As a CIO or CRM leader working for a manufacturing company, there are likely many issues rising to the top of your list as priorities to better manage the volatile supply chain for your business, with items related to ERP system upgrades, demand forecasting changes and applications to leverage the cloud. One area that often does not fall on tech leaders' radars is CRM, despite the huge investments made in CRM and marketing automation systems that enable the sales and marketing teams. So here are four key tactics that a CRM leader can focus on this year with minimal effort and high value that will provide a proactive customer experience, reducing service costs dramatically.
1. Enable order transparency for customers.
As the supply chain volatility escalates with inflation, customers are demanding more transparency on the status of orders and availability of parts, and they want changes in order statuses to be communicated in real time. With manufacturers having multiple systems, such as an e-commerce portal for orders, a back-office ERP system for order processing and a CRM system for notifying the sales team, it becomes extremely difficult to integrate them all and notify customers of orders. To overcome this, here are three simple steps that manufacturers can do immediately.
• Manufacturers can leverage an integration strategy using their current ETL and ESB tools to move all the order status indicators to a CRM system. It can be very helpful to share all the data with sales, channel partners and e-commerce portals in one place.
• Have a strategy for order orchestration in which your system of order records is the ERP software, but the system of engagement is CRM.
• If you are using SAP as the ERP solution and Salesforce CRM as the CRM system, innovative apps like Enosix that offer real-time integrations with SAP can be a game-changer and make this happen with less time and effort.
2. Leverage Web3 for inventory visibility.
As Web3 technologies continue to evolve and move mainstream, blockchain solutions provide a promising way to promote supply chain transparency for the customers. As an example, Walmart leveraged blockchain with its food supply partners to provide ingredient supplies, quality checks and availability issues along with a secure blockchain node that helped in greater order transparency. This would be a great use case for technology leaders to do a proof of concept with blockchain solutions to test order transparency and help internal IT teams learn new solutions. This can pave the way for future growth and morale boosts for IT teams that keep them excited about new innovations.
3. Communicate order status by leveraging marketing automation systems.
One of the least utilized systems for manufacturers is marketing automation systems, which are often just used as funnel sources to capture inquiries and requests. Most marketing automation tools have a journey feature that is capable of sending one-on-one personalized messages to customers based on context and the channel of choice.
With increasing inquiries about orders and the supply chain, instead of sending duplicate messages with ERP and CRM systems, marketing teams should be leveraged to send personalized messages to customers at different stages of orders and for any supply chain changes, thus creating transparency and building trust with customers. The benefits of this could range from saving a lot of time in inquiries to building greater personalized experiences with customers, which could result in significant cost savings.
4. Enable order pickup at drop-ship locations.
One of the trends manufacturers are doing now is allowing customers to pick up orders at multiple locations, like warehouses, partner drop-ship locations and other pickup points, to reduce order backlogs. As a technology leader, here are some strategies that will allow your business to leverage this trend.
• Consider order process orchestration in your CRM systems for drop-ship orders, which will allow your sales and service teams to collaborate on orders right away and provide visibility to your distributor networks.
• Have an integration strategy to allow bidirectional synchronization of orders between CRM and ERP systems to improve order visibility across all departments. Leveraging point-and-click integration solutions on the cloud and changing the system of records from ERP to CRM for specific orders will go a long way toward making this happen.
• Cloud-based apps that are deeply integrated with your cloud-based CRM systems can help make this visibility easy by sharing order data between your CRM and ERP with point-and-click mapping instead of a whole integration approach.
This is a time when CRM leaders should be proactive with the roadmaps and priorities that will help their businesses navigate uncertainty. The whole supply chain crisis can be viewed as a blessing in disguise to test new Web3 technologies and changing mindsets on integration strategy, which will help to align with your digital transformation efforts.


Assignment: Below are entries; tally how many lines hold the string "College" and answer with only that figure.
[[ Extracted records open ]]
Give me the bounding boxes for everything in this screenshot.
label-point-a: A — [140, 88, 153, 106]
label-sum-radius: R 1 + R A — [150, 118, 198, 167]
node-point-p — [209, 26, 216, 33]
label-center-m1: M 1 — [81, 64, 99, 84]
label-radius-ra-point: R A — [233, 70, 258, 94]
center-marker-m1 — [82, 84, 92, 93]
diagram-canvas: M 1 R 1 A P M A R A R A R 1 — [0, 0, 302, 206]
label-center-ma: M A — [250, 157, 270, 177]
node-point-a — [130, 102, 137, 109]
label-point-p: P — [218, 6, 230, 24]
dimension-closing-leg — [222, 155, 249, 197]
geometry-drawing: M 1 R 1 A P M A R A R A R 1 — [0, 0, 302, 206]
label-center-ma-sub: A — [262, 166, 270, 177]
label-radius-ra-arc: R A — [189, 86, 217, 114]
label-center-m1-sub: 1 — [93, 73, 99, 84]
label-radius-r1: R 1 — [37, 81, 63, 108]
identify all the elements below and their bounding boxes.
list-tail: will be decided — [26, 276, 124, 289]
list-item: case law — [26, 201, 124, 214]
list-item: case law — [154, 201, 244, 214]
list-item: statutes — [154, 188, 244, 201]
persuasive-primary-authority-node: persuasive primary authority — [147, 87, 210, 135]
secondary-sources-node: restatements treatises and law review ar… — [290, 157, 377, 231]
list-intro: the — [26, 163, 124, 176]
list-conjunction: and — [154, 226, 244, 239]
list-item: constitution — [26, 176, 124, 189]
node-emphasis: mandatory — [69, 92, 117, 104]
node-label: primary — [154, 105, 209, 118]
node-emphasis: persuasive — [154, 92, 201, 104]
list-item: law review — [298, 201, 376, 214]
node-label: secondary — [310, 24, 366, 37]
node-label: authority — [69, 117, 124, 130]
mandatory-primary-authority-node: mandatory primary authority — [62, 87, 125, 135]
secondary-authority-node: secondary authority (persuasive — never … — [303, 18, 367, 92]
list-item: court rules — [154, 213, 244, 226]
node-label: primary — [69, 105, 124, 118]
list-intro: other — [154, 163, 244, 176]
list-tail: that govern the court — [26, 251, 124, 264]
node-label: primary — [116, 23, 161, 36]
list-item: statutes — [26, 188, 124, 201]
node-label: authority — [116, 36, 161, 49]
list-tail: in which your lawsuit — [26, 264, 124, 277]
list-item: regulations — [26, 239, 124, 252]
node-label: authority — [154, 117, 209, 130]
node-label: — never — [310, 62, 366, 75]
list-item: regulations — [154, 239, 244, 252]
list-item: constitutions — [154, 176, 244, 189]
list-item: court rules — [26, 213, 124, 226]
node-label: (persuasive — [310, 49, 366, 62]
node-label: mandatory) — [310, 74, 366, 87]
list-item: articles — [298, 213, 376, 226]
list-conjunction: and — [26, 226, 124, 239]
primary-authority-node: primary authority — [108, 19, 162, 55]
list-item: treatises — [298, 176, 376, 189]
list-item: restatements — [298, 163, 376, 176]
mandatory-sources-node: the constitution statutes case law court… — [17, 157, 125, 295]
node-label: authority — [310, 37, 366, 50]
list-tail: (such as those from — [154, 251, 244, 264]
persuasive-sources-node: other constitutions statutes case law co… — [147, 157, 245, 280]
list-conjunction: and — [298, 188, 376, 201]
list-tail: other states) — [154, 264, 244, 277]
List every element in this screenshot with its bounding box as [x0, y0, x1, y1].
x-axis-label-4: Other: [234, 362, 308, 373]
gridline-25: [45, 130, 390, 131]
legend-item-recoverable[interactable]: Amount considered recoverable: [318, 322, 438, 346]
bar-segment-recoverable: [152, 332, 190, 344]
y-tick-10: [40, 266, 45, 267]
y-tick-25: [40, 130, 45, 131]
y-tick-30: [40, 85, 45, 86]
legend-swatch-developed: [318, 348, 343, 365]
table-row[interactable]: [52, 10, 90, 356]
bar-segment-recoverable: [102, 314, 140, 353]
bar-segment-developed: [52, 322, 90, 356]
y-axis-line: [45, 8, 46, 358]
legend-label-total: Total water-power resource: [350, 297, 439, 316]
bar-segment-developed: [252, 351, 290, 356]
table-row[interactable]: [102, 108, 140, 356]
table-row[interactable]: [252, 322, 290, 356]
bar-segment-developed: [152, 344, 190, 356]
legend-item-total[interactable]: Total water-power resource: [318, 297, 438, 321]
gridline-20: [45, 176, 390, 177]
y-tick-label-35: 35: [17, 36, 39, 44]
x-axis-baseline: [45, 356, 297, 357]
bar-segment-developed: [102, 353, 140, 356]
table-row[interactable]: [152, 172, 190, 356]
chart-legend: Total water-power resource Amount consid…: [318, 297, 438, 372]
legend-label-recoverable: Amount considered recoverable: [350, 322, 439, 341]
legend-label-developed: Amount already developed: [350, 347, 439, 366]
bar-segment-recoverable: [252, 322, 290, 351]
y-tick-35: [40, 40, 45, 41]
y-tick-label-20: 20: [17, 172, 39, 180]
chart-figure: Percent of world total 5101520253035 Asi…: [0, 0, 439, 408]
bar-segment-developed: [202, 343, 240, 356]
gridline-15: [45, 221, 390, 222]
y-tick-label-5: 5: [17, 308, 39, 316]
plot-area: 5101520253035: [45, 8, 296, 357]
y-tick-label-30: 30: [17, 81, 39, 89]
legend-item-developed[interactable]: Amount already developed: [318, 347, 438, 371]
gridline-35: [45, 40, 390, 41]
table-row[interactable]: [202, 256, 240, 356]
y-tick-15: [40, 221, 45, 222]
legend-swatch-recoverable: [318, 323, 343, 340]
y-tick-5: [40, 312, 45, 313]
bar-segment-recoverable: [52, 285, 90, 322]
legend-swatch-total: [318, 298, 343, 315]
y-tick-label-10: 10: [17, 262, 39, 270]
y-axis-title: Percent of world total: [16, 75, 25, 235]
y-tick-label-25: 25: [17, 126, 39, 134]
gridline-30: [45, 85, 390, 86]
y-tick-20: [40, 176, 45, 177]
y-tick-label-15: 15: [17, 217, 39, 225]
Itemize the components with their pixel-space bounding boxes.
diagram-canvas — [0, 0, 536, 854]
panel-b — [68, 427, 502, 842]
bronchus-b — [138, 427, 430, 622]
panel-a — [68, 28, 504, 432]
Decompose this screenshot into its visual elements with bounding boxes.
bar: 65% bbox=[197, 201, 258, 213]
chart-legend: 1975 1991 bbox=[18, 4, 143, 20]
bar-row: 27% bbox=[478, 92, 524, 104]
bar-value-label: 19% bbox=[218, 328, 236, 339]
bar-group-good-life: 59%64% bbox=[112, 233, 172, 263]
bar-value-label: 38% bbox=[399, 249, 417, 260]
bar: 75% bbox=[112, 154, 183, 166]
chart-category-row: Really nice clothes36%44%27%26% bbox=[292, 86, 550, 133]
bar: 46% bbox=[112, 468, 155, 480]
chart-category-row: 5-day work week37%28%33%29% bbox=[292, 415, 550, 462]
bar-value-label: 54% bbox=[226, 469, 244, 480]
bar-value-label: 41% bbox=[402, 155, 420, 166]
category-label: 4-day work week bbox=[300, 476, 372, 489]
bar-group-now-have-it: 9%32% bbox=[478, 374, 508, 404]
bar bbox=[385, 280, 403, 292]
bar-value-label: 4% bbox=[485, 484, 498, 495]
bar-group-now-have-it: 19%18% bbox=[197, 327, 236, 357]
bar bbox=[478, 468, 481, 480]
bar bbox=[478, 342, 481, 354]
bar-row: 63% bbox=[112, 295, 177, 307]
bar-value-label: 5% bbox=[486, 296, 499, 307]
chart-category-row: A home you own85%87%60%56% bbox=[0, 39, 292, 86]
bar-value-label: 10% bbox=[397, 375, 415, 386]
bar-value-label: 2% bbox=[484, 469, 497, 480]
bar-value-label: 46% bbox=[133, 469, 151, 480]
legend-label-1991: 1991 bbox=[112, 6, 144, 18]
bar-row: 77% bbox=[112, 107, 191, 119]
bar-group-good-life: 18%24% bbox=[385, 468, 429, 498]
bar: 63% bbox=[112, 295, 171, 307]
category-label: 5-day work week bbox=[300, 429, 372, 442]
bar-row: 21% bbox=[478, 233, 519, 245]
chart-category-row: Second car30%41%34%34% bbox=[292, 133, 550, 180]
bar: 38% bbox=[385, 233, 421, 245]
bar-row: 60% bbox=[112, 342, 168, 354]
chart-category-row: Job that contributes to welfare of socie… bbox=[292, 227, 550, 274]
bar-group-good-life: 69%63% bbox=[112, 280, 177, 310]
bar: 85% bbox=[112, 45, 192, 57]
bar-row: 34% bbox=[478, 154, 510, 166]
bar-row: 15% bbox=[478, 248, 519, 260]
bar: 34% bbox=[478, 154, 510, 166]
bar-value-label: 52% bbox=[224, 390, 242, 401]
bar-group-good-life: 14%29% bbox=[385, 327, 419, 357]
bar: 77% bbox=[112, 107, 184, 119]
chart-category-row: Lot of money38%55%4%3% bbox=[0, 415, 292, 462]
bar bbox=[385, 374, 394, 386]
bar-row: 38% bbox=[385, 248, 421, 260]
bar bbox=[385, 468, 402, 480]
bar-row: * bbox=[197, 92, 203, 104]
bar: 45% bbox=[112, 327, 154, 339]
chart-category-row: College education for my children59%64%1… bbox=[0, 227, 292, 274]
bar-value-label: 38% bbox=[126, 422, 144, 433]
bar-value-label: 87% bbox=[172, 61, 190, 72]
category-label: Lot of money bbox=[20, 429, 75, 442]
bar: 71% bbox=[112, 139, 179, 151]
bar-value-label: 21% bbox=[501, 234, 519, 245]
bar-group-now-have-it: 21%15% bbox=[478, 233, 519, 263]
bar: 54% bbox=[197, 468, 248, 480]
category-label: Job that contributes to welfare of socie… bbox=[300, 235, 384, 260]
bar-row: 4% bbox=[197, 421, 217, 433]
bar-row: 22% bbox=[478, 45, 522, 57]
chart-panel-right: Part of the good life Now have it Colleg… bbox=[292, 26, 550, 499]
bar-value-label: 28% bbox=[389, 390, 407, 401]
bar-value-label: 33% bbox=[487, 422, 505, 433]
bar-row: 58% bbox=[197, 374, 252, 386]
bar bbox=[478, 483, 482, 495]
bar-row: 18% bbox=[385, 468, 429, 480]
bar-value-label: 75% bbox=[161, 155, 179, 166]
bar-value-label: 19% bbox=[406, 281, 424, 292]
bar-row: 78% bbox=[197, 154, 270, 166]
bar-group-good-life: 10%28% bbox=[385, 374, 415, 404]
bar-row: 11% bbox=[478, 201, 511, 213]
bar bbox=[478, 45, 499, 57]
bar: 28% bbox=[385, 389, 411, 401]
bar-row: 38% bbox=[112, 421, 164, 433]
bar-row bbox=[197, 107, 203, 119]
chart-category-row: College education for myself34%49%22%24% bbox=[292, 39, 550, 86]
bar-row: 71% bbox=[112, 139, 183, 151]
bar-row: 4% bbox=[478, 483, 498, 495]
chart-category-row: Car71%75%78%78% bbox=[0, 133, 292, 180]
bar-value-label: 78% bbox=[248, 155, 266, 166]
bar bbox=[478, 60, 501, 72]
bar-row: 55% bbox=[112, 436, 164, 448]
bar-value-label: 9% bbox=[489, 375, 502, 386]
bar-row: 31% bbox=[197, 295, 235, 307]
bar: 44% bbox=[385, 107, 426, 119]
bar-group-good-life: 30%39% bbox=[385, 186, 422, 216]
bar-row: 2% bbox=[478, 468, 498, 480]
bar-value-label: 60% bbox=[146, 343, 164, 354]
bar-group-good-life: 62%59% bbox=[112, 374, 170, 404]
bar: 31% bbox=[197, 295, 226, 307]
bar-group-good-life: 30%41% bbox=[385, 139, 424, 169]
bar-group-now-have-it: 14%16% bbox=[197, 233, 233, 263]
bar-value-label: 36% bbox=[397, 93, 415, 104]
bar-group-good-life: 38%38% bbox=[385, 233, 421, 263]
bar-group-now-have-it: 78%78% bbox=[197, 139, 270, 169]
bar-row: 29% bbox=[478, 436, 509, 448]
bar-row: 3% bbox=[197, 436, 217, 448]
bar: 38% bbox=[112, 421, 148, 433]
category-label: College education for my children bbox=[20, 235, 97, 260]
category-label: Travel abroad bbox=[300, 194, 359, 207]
[[ Extracted records closed ]]
Written response: 3